[Gllug] subnetting

Ian Northeast ian at house-from-hell.demon.co.uk
Sun Nov 7 16:53:23 UTC 2004


Michael Jenson wrote:
> Hello
> 
> Well OK I should know this I feel, but I don't! 
> Can someone send URL or explain why the first range of IP's 
> in subnetting is not used and what would make it possible to
> use it. Example:
> Taking 7 bits away makes for 8 subnets. How can I make the 
> first subnet usable for a customer. 

Well as others have said your question is not clear.

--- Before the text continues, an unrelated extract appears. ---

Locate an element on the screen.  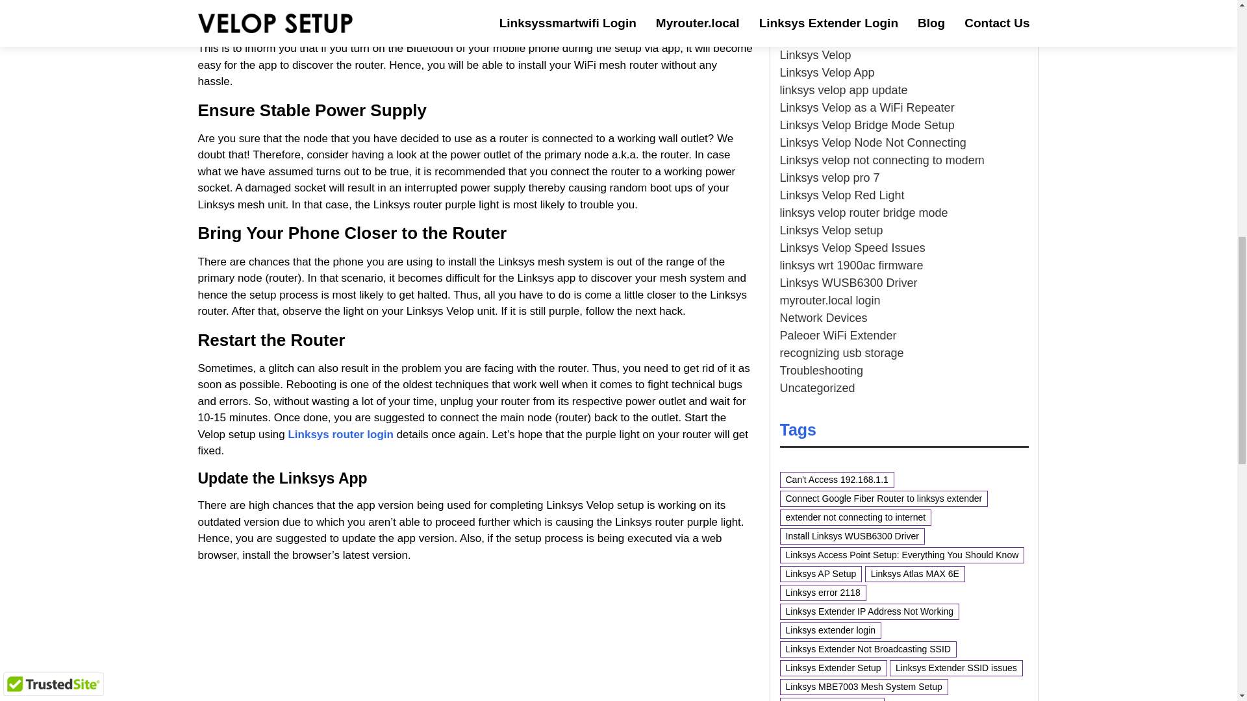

Taking 7 bits away from *what* makes for 8 subnets? Taking *three* bits 
away from the host portion of an address and adding it to the network 
portion will split one subnet into 8.

Within a subnet, only the first (network number) and last (broadcast) 
addresses cannot be used for hosts. All 8 subnets can be used.

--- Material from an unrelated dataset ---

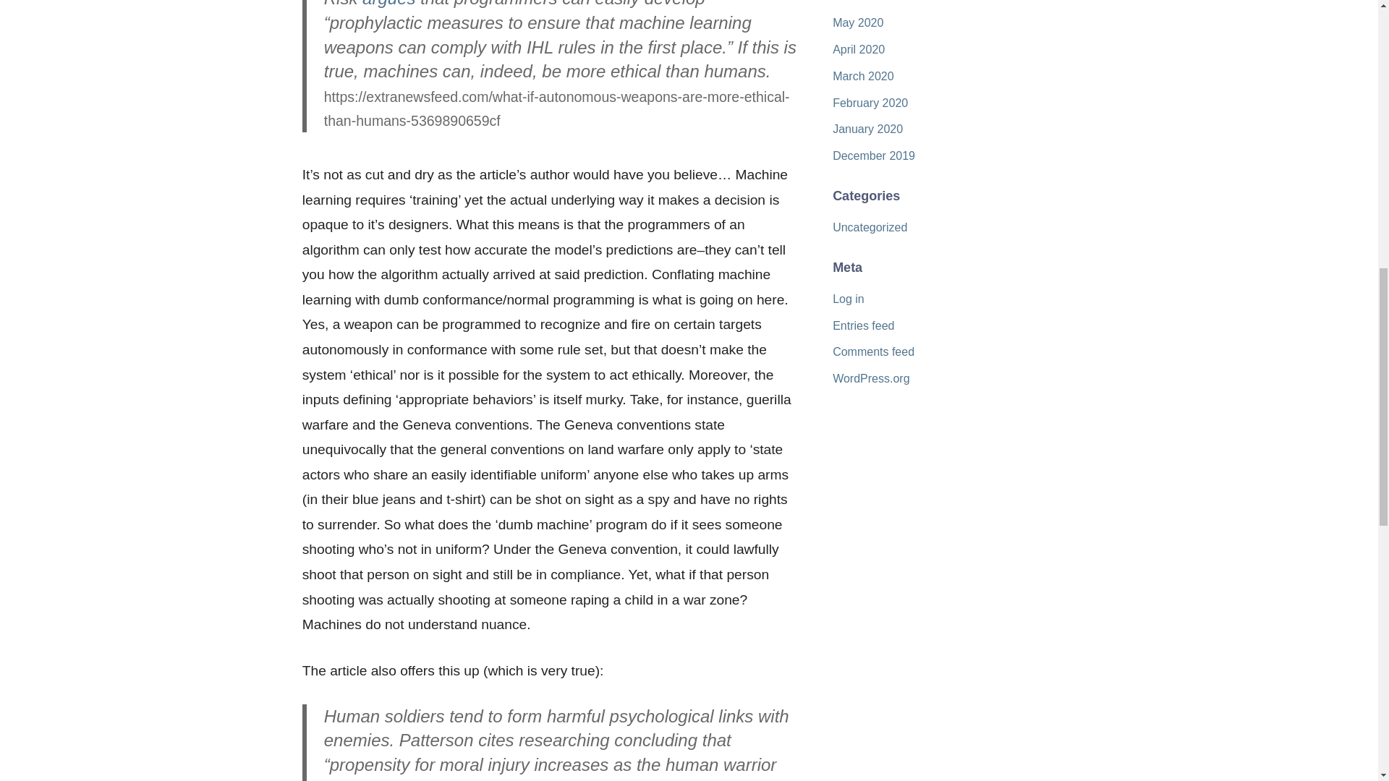 This screenshot has height=781, width=1389. What do you see at coordinates (867, 129) in the screenshot?
I see `January 2020` at bounding box center [867, 129].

E.g you have a network 192.168.50.0/24. This has a subnet mask 
255.255.255.0, 24 bits in its network address and 8 bits in the host 
address. 192.168.50.0 and 192.168.50.255 cannot be used for hosts, the 
remaining 254 addresses can.

You can split this into 8 /27 networks by using a subnet mask of 
255.255.255.224, so you have 27 bits in the network portion of the 
address and 5 in the host part. Your 8 networks are 192.168.50.0 - 
192.168.50.31, 192.168.50.32 - 192.168.50.63, etc. Again, the first and 
last addresses in each subnet cannot be used, i.e. 192.168.50.0, 
192.168.50.31, 192.168.50.32, .. So you lose 14 addresses compared to 
using the one /24. But the first subnet can be used - 192.168.50.1 - 
192.168.50.30 are all available for hosts.

There's a perl script called "ipcalc" which is often found on Linux 
systems by default and can easily be found by googling which makes 
subnet calculations very easy. It shows you all aspects of the subnet in 
both decimal and binary and so it's quite a useful study aid too.